The Joke's on us, and Federal Reserve Jokers Are Not So Funny
David Haggith

It's inside humor.

We start off by looking at an old funny joke told by Alan Greenspan (except that few of us would perceive it as funny at all, though the Federal reserve’s Federal Open Market Committee members, who set monetary policy, found it quite funny as an inside joke):

...we can reach price stability either by driving down the inflation rate and getting productivity to bounce up or by revising down the inflation figures and producing higher productivity! [Laughter] -Alan Greenspan, July 1996 FOMC Minutes

Inflation has been revised down for a long time, even though the Fed has has designed inflation into its plans for as long as it has been creating money. Judy Shelton explains why below (see boldface headline). She also reveals how the Fed knew from the beginning that “price stability” never meant 2% inflation. The reason for the Fed’s target inflation rate of 2% is not a funny deception at all, but intentional deception it was.

Now that the Fed’s planned inflation ran far out of control above the Fed’s target (in a purely transitory way, of course, so long as you measure “transitory” with a long enough timeline), it’s no wonder that we’ll also all get to suffer the crash the Fed has engineered by creating monstrous asset inflation bubbles in everything big that’s starting to fall. It’s no wonder that …

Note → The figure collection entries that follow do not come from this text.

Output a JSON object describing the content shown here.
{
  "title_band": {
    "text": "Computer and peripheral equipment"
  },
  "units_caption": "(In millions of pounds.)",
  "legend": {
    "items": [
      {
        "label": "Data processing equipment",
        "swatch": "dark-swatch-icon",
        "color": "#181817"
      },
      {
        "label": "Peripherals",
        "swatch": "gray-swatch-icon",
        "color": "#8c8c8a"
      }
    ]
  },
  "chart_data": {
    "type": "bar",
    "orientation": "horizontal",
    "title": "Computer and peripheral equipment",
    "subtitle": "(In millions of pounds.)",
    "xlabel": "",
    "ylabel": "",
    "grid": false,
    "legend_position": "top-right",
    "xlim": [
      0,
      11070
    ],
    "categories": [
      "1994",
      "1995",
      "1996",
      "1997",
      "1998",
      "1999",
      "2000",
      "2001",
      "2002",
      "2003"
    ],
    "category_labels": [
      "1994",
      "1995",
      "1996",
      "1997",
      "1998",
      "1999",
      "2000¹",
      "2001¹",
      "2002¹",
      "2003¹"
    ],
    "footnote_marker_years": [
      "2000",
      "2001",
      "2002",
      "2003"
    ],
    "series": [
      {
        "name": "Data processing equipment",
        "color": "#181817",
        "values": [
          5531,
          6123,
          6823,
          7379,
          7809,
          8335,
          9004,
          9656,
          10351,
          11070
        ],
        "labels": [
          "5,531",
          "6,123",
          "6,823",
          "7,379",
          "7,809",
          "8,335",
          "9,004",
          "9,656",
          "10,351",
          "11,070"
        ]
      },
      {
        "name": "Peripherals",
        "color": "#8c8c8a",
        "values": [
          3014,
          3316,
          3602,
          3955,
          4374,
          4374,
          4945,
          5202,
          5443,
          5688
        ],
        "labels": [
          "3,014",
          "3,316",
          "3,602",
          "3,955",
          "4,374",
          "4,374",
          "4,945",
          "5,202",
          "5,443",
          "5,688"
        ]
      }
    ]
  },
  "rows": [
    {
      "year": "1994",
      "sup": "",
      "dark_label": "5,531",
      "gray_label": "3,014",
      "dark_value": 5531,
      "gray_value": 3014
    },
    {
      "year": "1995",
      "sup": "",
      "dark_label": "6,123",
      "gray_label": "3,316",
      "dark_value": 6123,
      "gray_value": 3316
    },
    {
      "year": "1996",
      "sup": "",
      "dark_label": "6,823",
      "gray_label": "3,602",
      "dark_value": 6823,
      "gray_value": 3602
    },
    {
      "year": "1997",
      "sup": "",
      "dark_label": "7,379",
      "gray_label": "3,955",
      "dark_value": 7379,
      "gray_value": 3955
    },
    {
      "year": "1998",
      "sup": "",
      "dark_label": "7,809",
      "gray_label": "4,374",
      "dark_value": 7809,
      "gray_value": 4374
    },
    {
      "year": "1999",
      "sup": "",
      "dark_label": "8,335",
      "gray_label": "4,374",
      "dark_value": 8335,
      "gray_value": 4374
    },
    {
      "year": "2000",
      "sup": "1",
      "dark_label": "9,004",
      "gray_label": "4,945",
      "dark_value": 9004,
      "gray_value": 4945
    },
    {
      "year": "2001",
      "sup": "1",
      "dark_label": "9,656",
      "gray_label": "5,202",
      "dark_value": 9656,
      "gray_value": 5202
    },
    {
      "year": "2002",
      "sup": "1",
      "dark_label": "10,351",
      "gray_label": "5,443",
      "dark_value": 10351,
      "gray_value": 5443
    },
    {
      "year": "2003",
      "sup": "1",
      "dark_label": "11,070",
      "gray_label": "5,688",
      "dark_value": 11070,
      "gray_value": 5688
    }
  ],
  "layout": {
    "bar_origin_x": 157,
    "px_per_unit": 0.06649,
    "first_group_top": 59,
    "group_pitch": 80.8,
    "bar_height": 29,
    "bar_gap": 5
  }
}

[a] crash is coming, and it may be terrific. …. The vicious circle will get in full swing and the result will be a serious business depression. There may be a stampede for selling which will exceed anything that the Stock Exchange has ever witnessed. Wise are those investors who now get out of debt.

While that was said by Roger Babson at a speech at the Annual Business Conference in Massachusetts on 5th September, 1929, I suspect he would be saying something similar today as things crack under the Fed’s tightening. 

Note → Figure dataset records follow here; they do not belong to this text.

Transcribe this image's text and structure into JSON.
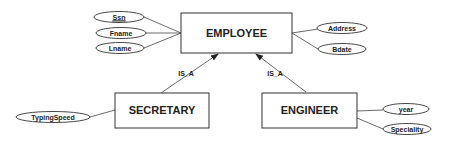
{
  "diagram": {
    "type": "ER specialization diagram",
    "entities": {
      "employee": {
        "label": "EMPLOYEE"
      },
      "secretary": {
        "label": "SECRETARY"
      },
      "engineer": {
        "label": "ENGINEER"
      }
    },
    "attributes": {
      "ssn": {
        "label": "Ssn",
        "key": true
      },
      "fname": {
        "label": "Fname"
      },
      "lname": {
        "label": "Lname"
      },
      "address": {
        "label": "Address"
      },
      "bdate": {
        "label": "Bdate"
      },
      "typing_speed": {
        "label": "TypingSpeed"
      },
      "year": {
        "label": "year"
      },
      "speciality": {
        "label": "Speciality"
      }
    },
    "relationships": {
      "secretary_isa": {
        "label": "IS_A",
        "from": "SECRETARY",
        "to": "EMPLOYEE"
      },
      "engineer_isa": {
        "label": "IS_A",
        "from": "ENGINEER",
        "to": "EMPLOYEE"
      }
    },
    "colors": {
      "stroke": "#333333",
      "background": "#ffffff"
    }
  }
}
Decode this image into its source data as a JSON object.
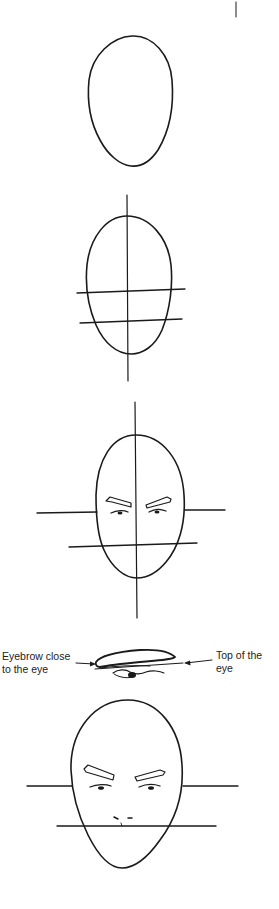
{
  "page": {
    "background": "#ffffff",
    "ink_color": "#1a1a1a"
  },
  "figures": [
    {
      "id": "step-1",
      "description": "Plain egg-shaped head outline"
    },
    {
      "id": "step-2",
      "description": "Head oval with vertical center line and two horizontal guide lines"
    },
    {
      "id": "step-3",
      "description": "Head with guide lines, eyebrows and eyes placed"
    },
    {
      "id": "eye-detail",
      "description": "Close-up of eyebrow and eye with annotation arrows"
    },
    {
      "id": "step-4",
      "description": "Head with eyebrows, eyes and nose placed on guide lines"
    }
  ],
  "annotations": {
    "left": {
      "line1": "Eyebrow close",
      "line2": "to the eye"
    },
    "right": {
      "line1": "Top of the",
      "line2": "eye"
    }
  }
}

“Oh,” you say, “But the Fed is now loosening.”

True, but just a reminder: Even the Fed says its monetary policy can take as long as a year to affect the economy. There is a lag. The cracks are still building from the old tightening. On top of that, the return of inflation that is now being acknowledged more and more to where the Fed may eventually have to admit inflation has returned—just as it eventually had to do after the first three months of this year—may mean a reversal of the recent reversal in Fed policy. That’ll be another laugh that’s not so funny where the joke of thinking we were in for a soft landing is on them (but dripping all over us … like we were standing too close to the manure pile when the semi ran into it).

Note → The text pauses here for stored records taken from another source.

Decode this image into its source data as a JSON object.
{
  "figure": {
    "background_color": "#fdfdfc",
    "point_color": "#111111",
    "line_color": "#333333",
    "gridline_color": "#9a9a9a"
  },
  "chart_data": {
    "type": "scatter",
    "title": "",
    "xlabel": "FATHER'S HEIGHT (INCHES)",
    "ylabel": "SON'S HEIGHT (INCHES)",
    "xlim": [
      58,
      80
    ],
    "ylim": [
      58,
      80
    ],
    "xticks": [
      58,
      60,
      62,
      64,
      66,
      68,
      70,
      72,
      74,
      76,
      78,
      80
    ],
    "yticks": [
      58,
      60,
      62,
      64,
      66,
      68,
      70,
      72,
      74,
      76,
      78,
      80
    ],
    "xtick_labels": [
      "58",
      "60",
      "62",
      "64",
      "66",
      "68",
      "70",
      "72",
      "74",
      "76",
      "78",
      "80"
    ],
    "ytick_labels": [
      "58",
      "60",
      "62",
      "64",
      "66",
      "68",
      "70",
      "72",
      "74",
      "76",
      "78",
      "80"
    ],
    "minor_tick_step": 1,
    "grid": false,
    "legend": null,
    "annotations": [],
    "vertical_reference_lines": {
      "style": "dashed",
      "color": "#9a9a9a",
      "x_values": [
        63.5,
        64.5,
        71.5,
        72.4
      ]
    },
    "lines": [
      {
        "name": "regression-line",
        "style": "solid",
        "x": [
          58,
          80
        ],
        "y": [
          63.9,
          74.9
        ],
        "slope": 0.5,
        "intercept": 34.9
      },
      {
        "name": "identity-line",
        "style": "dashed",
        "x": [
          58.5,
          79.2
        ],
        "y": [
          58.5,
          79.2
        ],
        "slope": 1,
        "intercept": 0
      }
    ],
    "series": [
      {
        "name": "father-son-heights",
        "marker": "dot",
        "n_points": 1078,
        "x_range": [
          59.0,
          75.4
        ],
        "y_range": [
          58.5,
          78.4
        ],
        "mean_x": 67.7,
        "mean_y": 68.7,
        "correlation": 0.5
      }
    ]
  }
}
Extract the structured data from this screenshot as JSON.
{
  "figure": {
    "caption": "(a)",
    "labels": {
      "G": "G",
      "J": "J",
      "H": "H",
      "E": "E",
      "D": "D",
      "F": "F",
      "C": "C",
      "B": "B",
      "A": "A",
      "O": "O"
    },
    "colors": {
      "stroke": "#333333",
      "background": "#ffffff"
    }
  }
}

On Friday, I’ll start composing my Deeper Dive, which will bring together an overview of what is looking increasingly like a major stock market crash in early 2025—one that several significant voices in the alternative press this week have been saying could match 1929. We’ve had several articles about that in the headline section this week, but I’ll pull it all together for paying subscribers into one tidy bundle of analysis.

 

 

 

 

 

Economic, Social and Political News of Our Troubled Times -- a non-partisan daily collection of the most consequential stories about our complex times from multiple sources around the world.